The Royal Ordnance Pensioners' Association

Improved Benefits for Pensioners

Whilst our over-riding objective is the security of the fund we also seek improvements to the scheme when it is appropriate to do so. In 1999 the then Personnel Director invited ROPA to submit a "wish list" of the benefit improvements for pensioners, which we would like to be introduced. We submitted the following list and asked for an actuarial assessment of the cost of each item. We also proposed that, if the 31.12.1998 Actuarial Review indicated a funding surplus, there should be a proportionate allocation to pensioners. The list was :-

  • Abolition of the National Insurance Modifier (Crown Service Section).
  • Provision of normal scheme pension increases on the whole pension rather than just the excess over Guaranteed Minimum Pension once pensioners reach State Pension Age.
  • Making reckonable the non-reckonable service of those ex-Civil Servants who had service under the age of 18 prior to 1972.
  • Making reckonable the non-reckonable service of BMARC Section members who had service under the age of 20.
  • Provide an additional increase to the 2000 pension RPI increase. · Provide a one-off bonus payment from any funding surplus.
  • Calculate 1984 Section pensionable pay without the deduction of LEL.
  • Removing the 5% pension increase cap on RPI increases (1984 Section).

We made it clear that we would prefer improvements that applied to all three sections of the RO Scheme.

Following our submission of this list, a surplus funding of £32million was revealed but the Company proposed and the Trustees agreed that it should be used to reduce the rates of employer and employee contributions into the Fund. Following our protests pensioners were eventually given the first ever improvement to pensions in payment, but the improvement (the abolition of the National Insurance Modifier) only applied to Crown Service Section members with service between 1949 and1980. We asked about the Actuary's assessment of the cost of this change and were dismayed to find that the trustees had not considered it necessary to seek his advice. In other words the cost was minimal. (We were even more dismayed that the NIMOD adjustment was not made fully retrospective, as we had been led to believe.)

Since 2003 the Fund has been in deficit and significant improvements to benefits are not on the agenda. Nevertheless we shall press for changes when we can. Indeed, only recently we asked that when a pensioner dies his/her pension should continue to be paid in full to the dependants for a period rather than it being reduced immediately. We shall also seek any improvements that have been conceded to members of the other two groups on the Committee, the BAe Main and the BAe 2000 Plan Scheme members.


Lines in the data below that contain the word "Colorado" are to be copied.

▸ Source records:
════════════════════

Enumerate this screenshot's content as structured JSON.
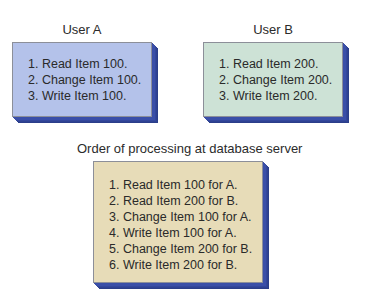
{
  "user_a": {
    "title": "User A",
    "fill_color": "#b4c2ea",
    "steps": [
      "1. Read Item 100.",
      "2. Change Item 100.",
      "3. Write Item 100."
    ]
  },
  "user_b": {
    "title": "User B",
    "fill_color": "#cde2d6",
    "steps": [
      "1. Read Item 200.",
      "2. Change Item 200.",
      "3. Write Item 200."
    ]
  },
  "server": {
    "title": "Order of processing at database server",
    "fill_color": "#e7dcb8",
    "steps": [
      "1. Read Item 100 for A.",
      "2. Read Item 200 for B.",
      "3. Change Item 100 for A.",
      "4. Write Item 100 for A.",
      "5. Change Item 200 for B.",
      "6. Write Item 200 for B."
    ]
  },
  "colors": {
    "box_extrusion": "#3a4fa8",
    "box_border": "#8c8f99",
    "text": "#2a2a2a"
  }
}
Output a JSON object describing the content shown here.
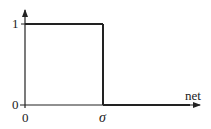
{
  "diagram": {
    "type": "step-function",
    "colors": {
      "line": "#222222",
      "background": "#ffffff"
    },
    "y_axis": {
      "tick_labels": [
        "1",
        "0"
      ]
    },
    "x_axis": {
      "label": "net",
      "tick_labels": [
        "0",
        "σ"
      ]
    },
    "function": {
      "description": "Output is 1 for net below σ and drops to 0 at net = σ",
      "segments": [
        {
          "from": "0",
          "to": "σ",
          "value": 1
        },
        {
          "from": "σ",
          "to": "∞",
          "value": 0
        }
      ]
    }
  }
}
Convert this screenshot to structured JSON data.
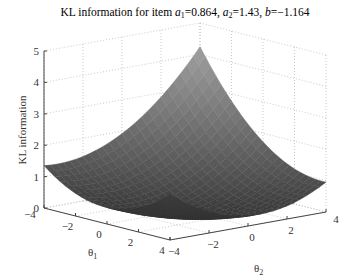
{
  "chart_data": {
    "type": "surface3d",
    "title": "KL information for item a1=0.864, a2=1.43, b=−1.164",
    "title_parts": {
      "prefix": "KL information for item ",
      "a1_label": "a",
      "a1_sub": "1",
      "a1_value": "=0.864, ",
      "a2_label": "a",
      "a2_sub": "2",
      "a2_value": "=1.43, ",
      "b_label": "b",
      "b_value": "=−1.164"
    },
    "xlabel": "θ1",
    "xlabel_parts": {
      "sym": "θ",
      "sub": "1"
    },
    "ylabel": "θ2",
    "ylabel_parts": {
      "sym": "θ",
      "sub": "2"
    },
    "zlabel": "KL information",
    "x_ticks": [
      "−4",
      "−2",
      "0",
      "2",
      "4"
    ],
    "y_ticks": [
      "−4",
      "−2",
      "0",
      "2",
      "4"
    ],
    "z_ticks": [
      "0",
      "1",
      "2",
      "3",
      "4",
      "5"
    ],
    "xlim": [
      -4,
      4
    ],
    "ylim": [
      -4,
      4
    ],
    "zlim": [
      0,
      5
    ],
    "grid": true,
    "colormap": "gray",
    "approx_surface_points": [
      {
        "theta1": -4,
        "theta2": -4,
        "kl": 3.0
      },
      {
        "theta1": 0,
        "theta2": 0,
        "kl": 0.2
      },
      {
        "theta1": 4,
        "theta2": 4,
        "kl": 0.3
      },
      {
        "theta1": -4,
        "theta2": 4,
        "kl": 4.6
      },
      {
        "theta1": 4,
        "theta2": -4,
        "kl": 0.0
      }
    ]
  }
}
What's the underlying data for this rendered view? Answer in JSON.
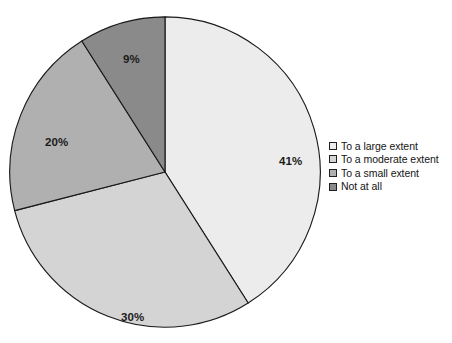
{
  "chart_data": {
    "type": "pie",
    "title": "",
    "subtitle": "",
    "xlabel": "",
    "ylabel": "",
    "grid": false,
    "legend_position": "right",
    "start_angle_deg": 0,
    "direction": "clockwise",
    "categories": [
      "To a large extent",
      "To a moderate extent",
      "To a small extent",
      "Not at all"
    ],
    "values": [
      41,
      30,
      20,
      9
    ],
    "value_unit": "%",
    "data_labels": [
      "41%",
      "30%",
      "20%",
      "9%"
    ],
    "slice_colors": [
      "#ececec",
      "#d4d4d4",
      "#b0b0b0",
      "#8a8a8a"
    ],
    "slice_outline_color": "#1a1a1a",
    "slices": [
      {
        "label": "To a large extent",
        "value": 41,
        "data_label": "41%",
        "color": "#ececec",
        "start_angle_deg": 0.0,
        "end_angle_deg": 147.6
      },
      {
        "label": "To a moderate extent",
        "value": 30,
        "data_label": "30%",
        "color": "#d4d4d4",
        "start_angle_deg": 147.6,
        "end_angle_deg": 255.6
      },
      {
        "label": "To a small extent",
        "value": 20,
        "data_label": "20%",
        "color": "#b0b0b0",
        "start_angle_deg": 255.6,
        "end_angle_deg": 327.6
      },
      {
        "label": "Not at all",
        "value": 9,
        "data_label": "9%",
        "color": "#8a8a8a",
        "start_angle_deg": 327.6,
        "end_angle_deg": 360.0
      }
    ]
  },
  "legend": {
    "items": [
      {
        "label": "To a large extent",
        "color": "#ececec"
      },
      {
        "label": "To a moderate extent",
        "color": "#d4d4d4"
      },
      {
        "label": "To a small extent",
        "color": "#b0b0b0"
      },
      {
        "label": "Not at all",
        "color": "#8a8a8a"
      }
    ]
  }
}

════════════════════

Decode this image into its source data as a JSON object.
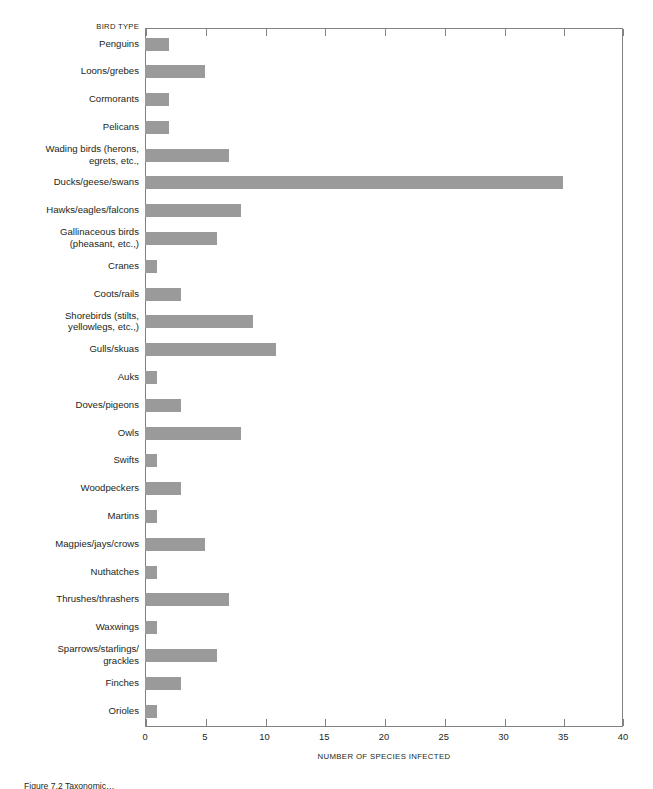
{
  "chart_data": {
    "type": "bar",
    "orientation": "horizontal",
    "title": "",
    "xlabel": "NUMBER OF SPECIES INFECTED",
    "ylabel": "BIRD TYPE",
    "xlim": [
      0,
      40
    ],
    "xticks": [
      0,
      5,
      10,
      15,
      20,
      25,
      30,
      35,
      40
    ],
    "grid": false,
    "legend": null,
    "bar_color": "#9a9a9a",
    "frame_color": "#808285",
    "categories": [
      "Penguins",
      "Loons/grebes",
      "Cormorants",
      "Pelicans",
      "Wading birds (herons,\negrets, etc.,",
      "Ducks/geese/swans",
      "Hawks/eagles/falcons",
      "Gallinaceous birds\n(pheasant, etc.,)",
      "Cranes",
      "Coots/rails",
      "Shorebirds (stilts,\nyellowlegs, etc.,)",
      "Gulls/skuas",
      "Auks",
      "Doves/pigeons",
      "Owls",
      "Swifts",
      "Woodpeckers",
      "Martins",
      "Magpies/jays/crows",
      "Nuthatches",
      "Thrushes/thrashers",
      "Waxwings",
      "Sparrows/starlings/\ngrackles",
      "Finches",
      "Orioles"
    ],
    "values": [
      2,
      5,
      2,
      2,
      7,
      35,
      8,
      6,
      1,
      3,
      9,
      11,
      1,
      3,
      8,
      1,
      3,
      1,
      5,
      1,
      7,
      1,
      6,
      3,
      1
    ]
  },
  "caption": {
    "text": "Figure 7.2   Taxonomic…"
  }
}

════════════════════

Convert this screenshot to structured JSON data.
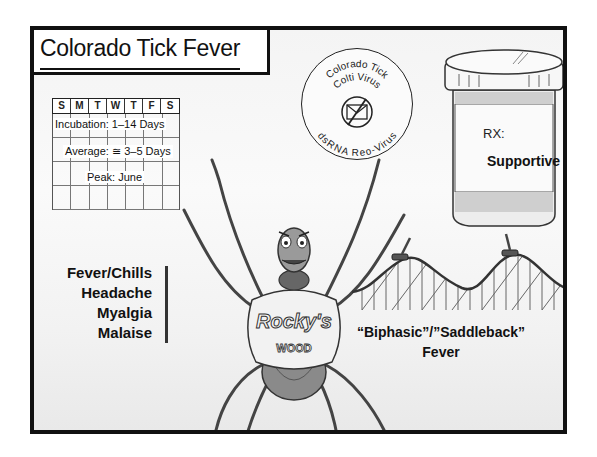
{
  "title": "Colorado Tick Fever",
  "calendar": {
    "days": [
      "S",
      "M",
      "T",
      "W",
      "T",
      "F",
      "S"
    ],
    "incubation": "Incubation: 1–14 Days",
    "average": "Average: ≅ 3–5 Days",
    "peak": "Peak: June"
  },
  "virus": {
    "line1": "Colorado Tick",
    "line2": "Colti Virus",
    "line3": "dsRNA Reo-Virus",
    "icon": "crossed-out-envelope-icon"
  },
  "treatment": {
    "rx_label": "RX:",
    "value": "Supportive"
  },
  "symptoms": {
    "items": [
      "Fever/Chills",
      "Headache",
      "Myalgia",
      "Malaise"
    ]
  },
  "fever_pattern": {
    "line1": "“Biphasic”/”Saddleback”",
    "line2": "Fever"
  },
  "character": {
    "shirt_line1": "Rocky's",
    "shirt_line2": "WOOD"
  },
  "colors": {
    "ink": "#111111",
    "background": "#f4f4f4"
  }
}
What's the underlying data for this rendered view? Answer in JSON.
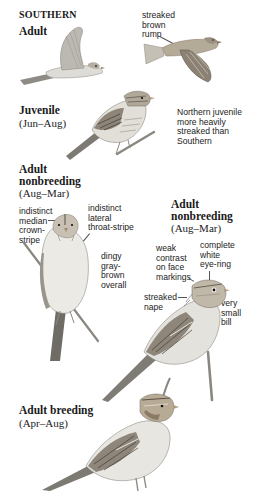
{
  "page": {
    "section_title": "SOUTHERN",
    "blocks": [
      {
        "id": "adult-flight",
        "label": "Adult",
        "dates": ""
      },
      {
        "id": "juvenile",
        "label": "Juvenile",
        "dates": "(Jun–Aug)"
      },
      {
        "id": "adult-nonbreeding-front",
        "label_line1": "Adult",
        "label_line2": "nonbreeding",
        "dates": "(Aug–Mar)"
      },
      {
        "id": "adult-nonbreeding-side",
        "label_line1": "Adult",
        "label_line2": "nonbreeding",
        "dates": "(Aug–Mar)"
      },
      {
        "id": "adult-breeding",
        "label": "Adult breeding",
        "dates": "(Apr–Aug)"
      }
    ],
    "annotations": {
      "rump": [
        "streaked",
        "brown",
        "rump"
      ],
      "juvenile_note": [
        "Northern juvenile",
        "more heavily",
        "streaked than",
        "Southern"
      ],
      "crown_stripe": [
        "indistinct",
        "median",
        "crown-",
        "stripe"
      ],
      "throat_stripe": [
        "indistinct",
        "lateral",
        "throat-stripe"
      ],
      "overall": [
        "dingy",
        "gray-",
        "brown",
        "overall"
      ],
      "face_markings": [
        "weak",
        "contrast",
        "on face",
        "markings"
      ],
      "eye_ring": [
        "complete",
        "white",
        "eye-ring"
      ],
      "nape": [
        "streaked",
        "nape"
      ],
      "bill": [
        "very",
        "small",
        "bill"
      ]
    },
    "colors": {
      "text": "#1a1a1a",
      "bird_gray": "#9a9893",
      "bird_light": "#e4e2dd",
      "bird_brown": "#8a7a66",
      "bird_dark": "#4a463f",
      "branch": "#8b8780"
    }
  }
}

════════════════════

▸ Exercise response:
  "title": "Colorado Tick Fever",
    "line1": "Colorado Tick",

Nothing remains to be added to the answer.